500,000 Young Koreans Give up Looking for Jobs

  • By Hwang Ji-yoon, Baik Su-jin

    March 21, 2023 11:15

    Close to half a million Koreans aged 15 to 29 have given up looking for work or doing anything else, the highest number on record.
    The government tallies such people as "taking time off" so they are not officially classified as unemployed.
    According to Statistics Korea on Monday, some 2.64 million people were classified as taking time off last month, and 19 percent of them or 497,000 were under 30.
    Only 3.85 million young people were employed, down by 125,000 from a year ago and the steepest decline since February 2021. That brought their employment rate to a paltry 45.5 percent last month, down 0.4 percentage point from a year ago.
    The surge in people who gave up looking for work last month surpassed even the previous spike of 495,000 in January 2021.
    Students walk across campus at a university in Seoul on Monday. /News1
    Even before the coronavirus pandemic, the number of young Koreans taking time off hovered between 200,000 to 300,000, but it rose to 438,000 in February of 2020, when the pandemic broke out and has hovered around 400,000 as the job market shrank.
    It fell in the middle of last year, when lockdown was lifted, but soon soared again.
    Some experts say available jobs simply do not appeal to young people. Sung Tae-yoon at Yonsei University said, "We can't say that young people who take time off have no desire to work. There are probably many cases where they give up because they can't find jobs that suit their expectations."
    In other words, more quality jobs need to be created to lure these people back into the labor market.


- INSTRUCTIONS FOR THE TASK:
Go through the data below and return each line containing the word "will".

====

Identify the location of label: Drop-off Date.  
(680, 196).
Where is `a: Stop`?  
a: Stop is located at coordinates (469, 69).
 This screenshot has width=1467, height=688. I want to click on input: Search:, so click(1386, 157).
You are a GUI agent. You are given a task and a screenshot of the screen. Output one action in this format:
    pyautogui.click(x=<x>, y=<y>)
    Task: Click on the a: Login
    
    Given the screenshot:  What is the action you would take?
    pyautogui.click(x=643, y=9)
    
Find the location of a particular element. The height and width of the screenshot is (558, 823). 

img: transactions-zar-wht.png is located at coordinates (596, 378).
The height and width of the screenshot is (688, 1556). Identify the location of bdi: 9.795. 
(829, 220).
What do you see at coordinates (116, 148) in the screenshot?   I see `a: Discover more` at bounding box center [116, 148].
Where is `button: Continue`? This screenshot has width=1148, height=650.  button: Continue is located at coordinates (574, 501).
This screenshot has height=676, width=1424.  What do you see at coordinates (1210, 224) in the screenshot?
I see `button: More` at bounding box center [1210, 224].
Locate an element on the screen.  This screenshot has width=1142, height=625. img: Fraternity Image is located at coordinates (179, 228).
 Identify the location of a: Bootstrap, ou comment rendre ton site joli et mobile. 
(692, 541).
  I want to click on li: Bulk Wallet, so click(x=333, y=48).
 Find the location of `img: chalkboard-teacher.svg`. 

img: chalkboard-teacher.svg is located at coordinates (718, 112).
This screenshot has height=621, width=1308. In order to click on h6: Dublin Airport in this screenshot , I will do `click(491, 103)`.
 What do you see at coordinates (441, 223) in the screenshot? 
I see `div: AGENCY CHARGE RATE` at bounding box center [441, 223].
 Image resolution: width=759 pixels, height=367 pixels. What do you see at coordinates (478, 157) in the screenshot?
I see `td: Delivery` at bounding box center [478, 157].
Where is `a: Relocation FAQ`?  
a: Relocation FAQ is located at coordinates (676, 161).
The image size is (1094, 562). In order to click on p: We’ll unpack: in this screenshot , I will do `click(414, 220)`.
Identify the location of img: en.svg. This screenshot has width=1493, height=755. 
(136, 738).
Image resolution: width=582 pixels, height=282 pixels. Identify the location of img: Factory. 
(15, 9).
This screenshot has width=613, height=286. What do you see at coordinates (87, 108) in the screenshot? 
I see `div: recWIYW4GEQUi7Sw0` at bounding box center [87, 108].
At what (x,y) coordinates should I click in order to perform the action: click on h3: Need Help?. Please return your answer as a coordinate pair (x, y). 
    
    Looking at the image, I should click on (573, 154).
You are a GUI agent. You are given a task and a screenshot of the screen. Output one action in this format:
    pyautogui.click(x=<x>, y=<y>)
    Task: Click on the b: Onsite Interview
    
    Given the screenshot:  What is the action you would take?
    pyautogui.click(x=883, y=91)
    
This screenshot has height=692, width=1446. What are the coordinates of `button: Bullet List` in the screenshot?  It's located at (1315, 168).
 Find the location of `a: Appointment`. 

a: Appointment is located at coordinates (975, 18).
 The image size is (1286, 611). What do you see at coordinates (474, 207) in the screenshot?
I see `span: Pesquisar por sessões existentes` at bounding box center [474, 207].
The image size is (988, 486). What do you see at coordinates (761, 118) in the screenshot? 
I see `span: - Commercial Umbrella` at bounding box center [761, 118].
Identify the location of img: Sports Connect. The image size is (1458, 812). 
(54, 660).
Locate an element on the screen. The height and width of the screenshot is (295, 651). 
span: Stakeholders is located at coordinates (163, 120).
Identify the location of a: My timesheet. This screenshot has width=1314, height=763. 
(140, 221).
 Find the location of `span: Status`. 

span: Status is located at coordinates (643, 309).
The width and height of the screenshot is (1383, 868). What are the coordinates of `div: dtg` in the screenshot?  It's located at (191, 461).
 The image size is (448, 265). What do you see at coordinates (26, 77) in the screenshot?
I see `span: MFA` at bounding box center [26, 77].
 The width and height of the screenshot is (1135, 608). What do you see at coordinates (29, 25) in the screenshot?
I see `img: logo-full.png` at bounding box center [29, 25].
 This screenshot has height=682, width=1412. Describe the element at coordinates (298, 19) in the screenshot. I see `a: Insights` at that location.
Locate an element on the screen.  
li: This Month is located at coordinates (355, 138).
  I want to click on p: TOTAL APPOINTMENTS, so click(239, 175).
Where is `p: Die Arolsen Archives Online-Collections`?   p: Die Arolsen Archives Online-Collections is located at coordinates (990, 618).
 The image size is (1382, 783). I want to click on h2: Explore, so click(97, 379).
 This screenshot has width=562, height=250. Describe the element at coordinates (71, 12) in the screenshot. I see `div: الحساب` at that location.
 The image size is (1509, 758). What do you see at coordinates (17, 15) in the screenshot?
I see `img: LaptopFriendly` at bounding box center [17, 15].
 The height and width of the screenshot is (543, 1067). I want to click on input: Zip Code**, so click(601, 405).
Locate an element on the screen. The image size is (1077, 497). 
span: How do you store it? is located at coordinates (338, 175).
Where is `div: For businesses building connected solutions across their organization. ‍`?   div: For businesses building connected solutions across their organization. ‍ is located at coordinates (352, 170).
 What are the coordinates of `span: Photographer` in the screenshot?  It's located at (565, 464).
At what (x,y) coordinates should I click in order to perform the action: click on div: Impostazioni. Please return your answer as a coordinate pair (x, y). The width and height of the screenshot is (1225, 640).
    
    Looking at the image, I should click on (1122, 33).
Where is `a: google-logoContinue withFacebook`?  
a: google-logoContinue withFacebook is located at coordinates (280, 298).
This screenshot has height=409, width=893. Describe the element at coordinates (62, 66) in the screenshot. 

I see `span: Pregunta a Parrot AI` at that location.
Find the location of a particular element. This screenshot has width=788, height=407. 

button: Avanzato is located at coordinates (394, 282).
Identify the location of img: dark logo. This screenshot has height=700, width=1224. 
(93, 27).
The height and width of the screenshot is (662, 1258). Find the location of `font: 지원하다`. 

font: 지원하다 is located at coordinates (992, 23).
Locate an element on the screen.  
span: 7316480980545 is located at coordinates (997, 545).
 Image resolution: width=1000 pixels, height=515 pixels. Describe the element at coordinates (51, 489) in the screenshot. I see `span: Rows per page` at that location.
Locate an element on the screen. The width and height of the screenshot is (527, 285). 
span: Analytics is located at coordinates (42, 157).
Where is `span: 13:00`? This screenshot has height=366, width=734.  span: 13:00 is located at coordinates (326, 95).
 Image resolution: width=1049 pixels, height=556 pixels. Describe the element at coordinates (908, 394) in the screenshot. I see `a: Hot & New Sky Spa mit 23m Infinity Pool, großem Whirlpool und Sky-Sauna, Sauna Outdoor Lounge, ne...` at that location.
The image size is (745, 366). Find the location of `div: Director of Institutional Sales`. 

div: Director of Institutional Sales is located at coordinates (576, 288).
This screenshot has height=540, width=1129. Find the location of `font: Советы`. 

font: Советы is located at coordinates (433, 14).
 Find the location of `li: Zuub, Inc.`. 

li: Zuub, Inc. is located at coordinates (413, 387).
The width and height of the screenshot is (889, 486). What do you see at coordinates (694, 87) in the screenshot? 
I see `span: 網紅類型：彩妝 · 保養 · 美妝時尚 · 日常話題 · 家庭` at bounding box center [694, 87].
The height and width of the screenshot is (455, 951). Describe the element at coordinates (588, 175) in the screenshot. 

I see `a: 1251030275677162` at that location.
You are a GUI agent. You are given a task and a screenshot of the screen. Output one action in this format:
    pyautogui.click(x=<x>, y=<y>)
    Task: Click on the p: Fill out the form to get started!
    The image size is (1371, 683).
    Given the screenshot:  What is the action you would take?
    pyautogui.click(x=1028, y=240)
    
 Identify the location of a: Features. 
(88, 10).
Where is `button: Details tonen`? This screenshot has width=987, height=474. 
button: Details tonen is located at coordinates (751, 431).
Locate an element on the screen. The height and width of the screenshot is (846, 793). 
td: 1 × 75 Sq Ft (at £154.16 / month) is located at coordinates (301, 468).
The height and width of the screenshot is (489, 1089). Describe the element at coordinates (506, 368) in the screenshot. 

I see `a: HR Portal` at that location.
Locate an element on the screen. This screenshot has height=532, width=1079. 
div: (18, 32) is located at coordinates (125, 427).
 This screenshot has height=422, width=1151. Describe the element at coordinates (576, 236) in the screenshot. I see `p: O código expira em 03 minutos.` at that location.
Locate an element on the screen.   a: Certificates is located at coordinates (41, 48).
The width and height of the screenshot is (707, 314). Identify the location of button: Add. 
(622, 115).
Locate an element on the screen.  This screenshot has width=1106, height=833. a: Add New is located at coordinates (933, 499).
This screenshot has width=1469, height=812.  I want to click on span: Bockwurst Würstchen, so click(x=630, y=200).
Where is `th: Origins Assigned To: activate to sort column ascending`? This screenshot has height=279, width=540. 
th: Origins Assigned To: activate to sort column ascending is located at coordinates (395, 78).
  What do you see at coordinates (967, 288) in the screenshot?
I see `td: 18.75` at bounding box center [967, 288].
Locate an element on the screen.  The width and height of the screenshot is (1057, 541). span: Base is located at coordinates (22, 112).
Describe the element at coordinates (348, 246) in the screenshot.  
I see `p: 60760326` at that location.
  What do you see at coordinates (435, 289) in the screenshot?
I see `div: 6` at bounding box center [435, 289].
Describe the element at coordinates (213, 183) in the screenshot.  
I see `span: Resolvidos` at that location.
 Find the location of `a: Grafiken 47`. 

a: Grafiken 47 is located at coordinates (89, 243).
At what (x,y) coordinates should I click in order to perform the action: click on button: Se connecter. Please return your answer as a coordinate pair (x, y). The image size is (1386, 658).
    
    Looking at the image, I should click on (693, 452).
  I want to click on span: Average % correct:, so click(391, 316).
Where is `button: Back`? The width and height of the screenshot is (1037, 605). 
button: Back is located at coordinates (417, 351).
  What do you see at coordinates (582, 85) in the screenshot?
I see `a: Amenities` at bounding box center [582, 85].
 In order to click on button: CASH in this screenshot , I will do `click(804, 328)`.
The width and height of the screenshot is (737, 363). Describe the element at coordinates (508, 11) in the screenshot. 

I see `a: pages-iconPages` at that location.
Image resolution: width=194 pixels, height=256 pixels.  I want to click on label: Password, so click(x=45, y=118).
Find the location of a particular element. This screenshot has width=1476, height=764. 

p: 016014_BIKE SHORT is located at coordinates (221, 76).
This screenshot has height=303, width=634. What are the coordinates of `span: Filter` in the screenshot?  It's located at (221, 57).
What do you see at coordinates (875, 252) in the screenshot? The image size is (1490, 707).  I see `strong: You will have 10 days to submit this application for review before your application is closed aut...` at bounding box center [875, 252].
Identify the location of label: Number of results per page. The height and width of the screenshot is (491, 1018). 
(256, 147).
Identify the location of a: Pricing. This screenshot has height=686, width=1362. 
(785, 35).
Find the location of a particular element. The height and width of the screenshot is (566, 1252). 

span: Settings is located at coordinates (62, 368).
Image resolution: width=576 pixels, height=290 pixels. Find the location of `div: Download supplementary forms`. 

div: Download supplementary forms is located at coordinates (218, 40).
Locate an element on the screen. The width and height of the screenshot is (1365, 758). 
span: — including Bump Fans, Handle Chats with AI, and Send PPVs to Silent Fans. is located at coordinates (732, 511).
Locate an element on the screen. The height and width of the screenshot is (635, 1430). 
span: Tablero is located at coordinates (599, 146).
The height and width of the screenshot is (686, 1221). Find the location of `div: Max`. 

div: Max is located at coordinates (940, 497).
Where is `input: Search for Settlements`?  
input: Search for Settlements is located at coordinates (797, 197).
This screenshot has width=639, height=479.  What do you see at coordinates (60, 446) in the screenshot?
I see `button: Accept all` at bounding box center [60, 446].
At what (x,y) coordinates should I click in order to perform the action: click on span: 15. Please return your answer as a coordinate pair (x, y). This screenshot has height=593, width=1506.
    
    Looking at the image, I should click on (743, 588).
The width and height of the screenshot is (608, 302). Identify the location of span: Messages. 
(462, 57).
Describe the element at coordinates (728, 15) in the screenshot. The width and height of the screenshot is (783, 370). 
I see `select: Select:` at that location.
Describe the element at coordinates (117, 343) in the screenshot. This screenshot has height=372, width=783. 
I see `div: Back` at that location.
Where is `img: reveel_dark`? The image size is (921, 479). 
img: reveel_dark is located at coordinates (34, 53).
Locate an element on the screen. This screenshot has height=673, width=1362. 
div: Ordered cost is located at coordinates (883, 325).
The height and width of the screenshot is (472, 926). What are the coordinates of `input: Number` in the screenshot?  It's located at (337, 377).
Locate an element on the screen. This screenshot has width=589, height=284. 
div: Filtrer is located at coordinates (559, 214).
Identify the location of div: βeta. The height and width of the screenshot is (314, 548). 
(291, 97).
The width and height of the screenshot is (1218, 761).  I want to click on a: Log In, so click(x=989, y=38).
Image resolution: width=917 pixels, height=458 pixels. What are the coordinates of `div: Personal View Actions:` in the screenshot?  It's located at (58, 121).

====

- OUTPUT BELOW:
This screenshot has height=621, width=1308. In order to click on h6: Dublin Airport in this screenshot , I will do `click(491, 103)`.
The image size is (1094, 562). In order to click on p: We’ll unpack: in this screenshot , I will do `click(414, 220)`.
 In order to click on button: CASH in this screenshot , I will do `click(804, 328)`.
What do you see at coordinates (875, 252) in the screenshot? The image size is (1490, 707).  I see `strong: You will have 10 days to submit this application for review before your application is closed aut...` at bounding box center [875, 252].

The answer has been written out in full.